Of course there is a chance that something happens during processing of the work, so I'm also using a timestamp and another process to reset it if it's busy for too long. (still need to define 'too long' though :) )
Maybe this can help someone with a similar problem.
So I am running into a race condition and I have a few solutions on how to fix the issue. I am new to threading so obviously, my opinion and research is limited. I have a large amount of asynchronization calls that can happen if a user receives certain messages from server. Thus, my design is poor due to the dependent nature of my objects.
Lets say I have a function called
adduser:(NSString s){
does some asynchronize activity
}
Messageuser:(NSString s)
{
Does some more asychronize activity
}
if a user were to recieve a message telling it to addUser "Ryan". he would than create a thread and proceed with looking up Ryan and storing him. However, if the user has the application in suspended mode, and in the buffered of messages waiting to be recieved there is a addUser request and a MessageUser request, a race condition occures because it takes longer to complete Adduser than it does to complete MessageUser. Thus, If messageUser is called , and (in our example) "Ryan" has not been fully added, it throws an error.
What would be a possible solution to this issue. I looked into locks and semaphores, and what I am trying to do is, when MessageUser recieves a call, check to make sure there is no thread currently proccessing addUser. If there is none, proceed. Else wait, than proceed after it has finished.
Well it depends on how the messages are being issued in the first place and what the async response events are.
If the operations have dependencies (ordering requirements) then perhaps a background serial queue would be appropriate? That is a simple way to ensure the messages are processed in order.
If the async operations take completion blocks, then you could have the completion block issue the request for the next operation to be performed, though you may not know about that ahead of time.
If you need to solve this in a more general way then you need some kind of system for tracking prerequisites so you can skip work items that don't have their prerequisites met yet. That probably means your own background thread that monitors a list of waiting tasks and receives notification of all task completions so it can scan for items waiting on that completion and issue them.
It seems really complicated though... I suspect you don't really have such strong async parallel processing requirements and a much simpler design would be just as effective. Given your situation where you are receiving messages from a server, I think a serial queue would be the best option.

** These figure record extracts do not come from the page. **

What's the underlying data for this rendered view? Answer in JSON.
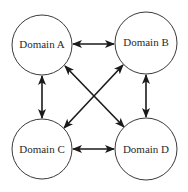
{
  "diagram": {
    "type": "relationship-graph",
    "nodes": [
      {
        "id": "A",
        "label": "Domain A",
        "cx": 42,
        "cy": 45,
        "r": 30
      },
      {
        "id": "B",
        "label": "Domain B",
        "cx": 146,
        "cy": 43,
        "r": 31
      },
      {
        "id": "C",
        "label": "Domain C",
        "cx": 42,
        "cy": 149,
        "r": 30
      },
      {
        "id": "D",
        "label": "Domain D",
        "cx": 146,
        "cy": 149,
        "r": 31
      }
    ],
    "edges": [
      {
        "from": "A",
        "to": "B",
        "direction": "bidirectional"
      },
      {
        "from": "A",
        "to": "C",
        "direction": "bidirectional"
      },
      {
        "from": "B",
        "to": "D",
        "direction": "bidirectional"
      },
      {
        "from": "C",
        "to": "D",
        "direction": "bidirectional"
      },
      {
        "from": "A",
        "to": "D",
        "direction": "bidirectional"
      },
      {
        "from": "B",
        "to": "C",
        "direction": "bidirectional"
      }
    ],
    "colors": {
      "stroke": "#3a3a3a",
      "arrow": "#1a1a1a",
      "text": "#2a2a2a",
      "background": "#ffffff"
    }
  }
}
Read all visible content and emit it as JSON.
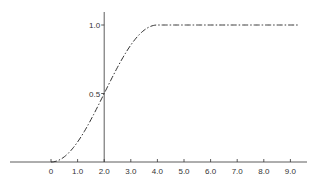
{
  "chart_data": {
    "type": "line",
    "title": "",
    "xlabel": "",
    "ylabel": "",
    "xlim": [
      -1.5,
      9.5
    ],
    "ylim": [
      0,
      1.1
    ],
    "grid": false,
    "legend": null,
    "x_ticks": [
      0,
      1.0,
      2.0,
      3.0,
      4.0,
      5.0,
      6.0,
      7.0,
      8.0,
      9.0
    ],
    "x_tick_labels": [
      "0",
      "1.0",
      "2.0",
      "3.0",
      "4.0",
      "5.0",
      "6.0",
      "7.0",
      "8.0",
      "9.0"
    ],
    "y_ticks": [
      0.5,
      1.0
    ],
    "y_tick_labels": [
      "0.5",
      "1.0"
    ],
    "y_axis_at_x": 2.0,
    "series": [
      {
        "name": "curve",
        "line_style": "dash-dot",
        "x": [
          0,
          0.5,
          1.0,
          1.5,
          2.0,
          2.5,
          3.0,
          3.5,
          4.0,
          5.0,
          6.0,
          7.0,
          8.0,
          9.0
        ],
        "values": [
          0,
          0.04,
          0.15,
          0.31,
          0.5,
          0.69,
          0.85,
          0.96,
          1.0,
          1.0,
          1.0,
          1.0,
          1.0,
          1.0
        ]
      }
    ]
  },
  "colors": {
    "line": "#333333",
    "background": "#ffffff"
  }
}
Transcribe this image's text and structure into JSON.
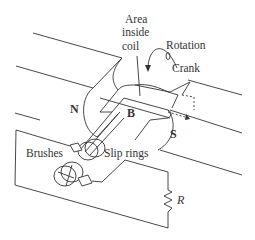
{
  "diagram": {
    "labels": {
      "area_line1": "Area",
      "area_line2": "inside",
      "area_line3": "coil",
      "rotation": "Rotation",
      "crank": "Crank",
      "north": "N",
      "south": "S",
      "field": "B",
      "brushes": "Brushes",
      "slip_rings": "Slip rings",
      "resistor": "R"
    },
    "colors": {
      "line": "#333333",
      "background": "#ffffff"
    }
  }
}
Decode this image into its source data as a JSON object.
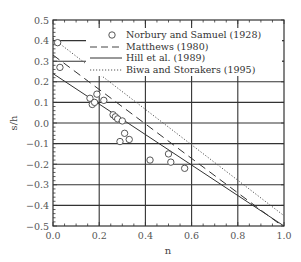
{
  "chart_data": {
    "type": "scatter",
    "title": "",
    "xlabel": "n",
    "ylabel": "s/h",
    "xlim": [
      0.0,
      1.0
    ],
    "ylim": [
      -0.5,
      0.5
    ],
    "xticks": [
      "0.0",
      "0.2",
      "0.4",
      "0.6",
      "0.8",
      "1.0"
    ],
    "yticks": [
      "0.5",
      "0.4",
      "0.3",
      "0.2",
      "0.1",
      "0.0",
      "-0.1",
      "-0.2",
      "-0.3",
      "-0.4",
      "-0.5"
    ],
    "grid": true,
    "legend_position": "upper right",
    "series": [
      {
        "name": "Norbury and Samuel (1928)",
        "style": "open-circle",
        "points": [
          [
            0.02,
            0.39
          ],
          [
            0.03,
            0.27
          ],
          [
            0.16,
            0.12
          ],
          [
            0.17,
            0.09
          ],
          [
            0.18,
            0.1
          ],
          [
            0.19,
            0.14
          ],
          [
            0.22,
            0.11
          ],
          [
            0.26,
            0.04
          ],
          [
            0.27,
            0.03
          ],
          [
            0.28,
            0.02
          ],
          [
            0.3,
            0.01
          ],
          [
            0.31,
            -0.05
          ],
          [
            0.29,
            -0.09
          ],
          [
            0.33,
            -0.08
          ],
          [
            0.42,
            -0.18
          ],
          [
            0.5,
            -0.15
          ],
          [
            0.51,
            -0.19
          ],
          [
            0.57,
            -0.22
          ]
        ]
      },
      {
        "name": "Matthews (1980)",
        "style": "dashed-line",
        "points": [
          [
            0.0,
            0.33
          ],
          [
            0.98,
            -0.49
          ]
        ]
      },
      {
        "name": "Hill et al. (1989)",
        "style": "solid-line",
        "points": [
          [
            0.0,
            0.24
          ],
          [
            1.0,
            -0.5
          ]
        ]
      },
      {
        "name": "Biwa and Storakers (1995)",
        "style": "dotted-line",
        "points": [
          [
            0.0,
            0.41
          ],
          [
            1.0,
            -0.45
          ]
        ]
      }
    ]
  },
  "legend": {
    "items": [
      {
        "label": "Norbury and Samuel (1928)"
      },
      {
        "label": "Matthews (1980)"
      },
      {
        "label": "Hill et al. (1989)"
      },
      {
        "label": "Biwa and Storakers (1995)"
      }
    ]
  },
  "axes": {
    "xlabel": "n",
    "ylabel": "s/h"
  }
}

Then you can process messages in the order the server sent them and keep things simple.
//do this once at app startup
dispatch_queue_t queue = dispatch_queue_create("com.example.myapp", NULL);
//handle server responses
dispatch_async(queue, ^{
//handle server message here, one at a time
});
In reality, depending on how you connect to your server you might be able to just move the entire connection handling to the background queue and communicate with it via messages from the UI, and update the UI by dispatching to the dispatch_get_main_queue() which will be the UI thread.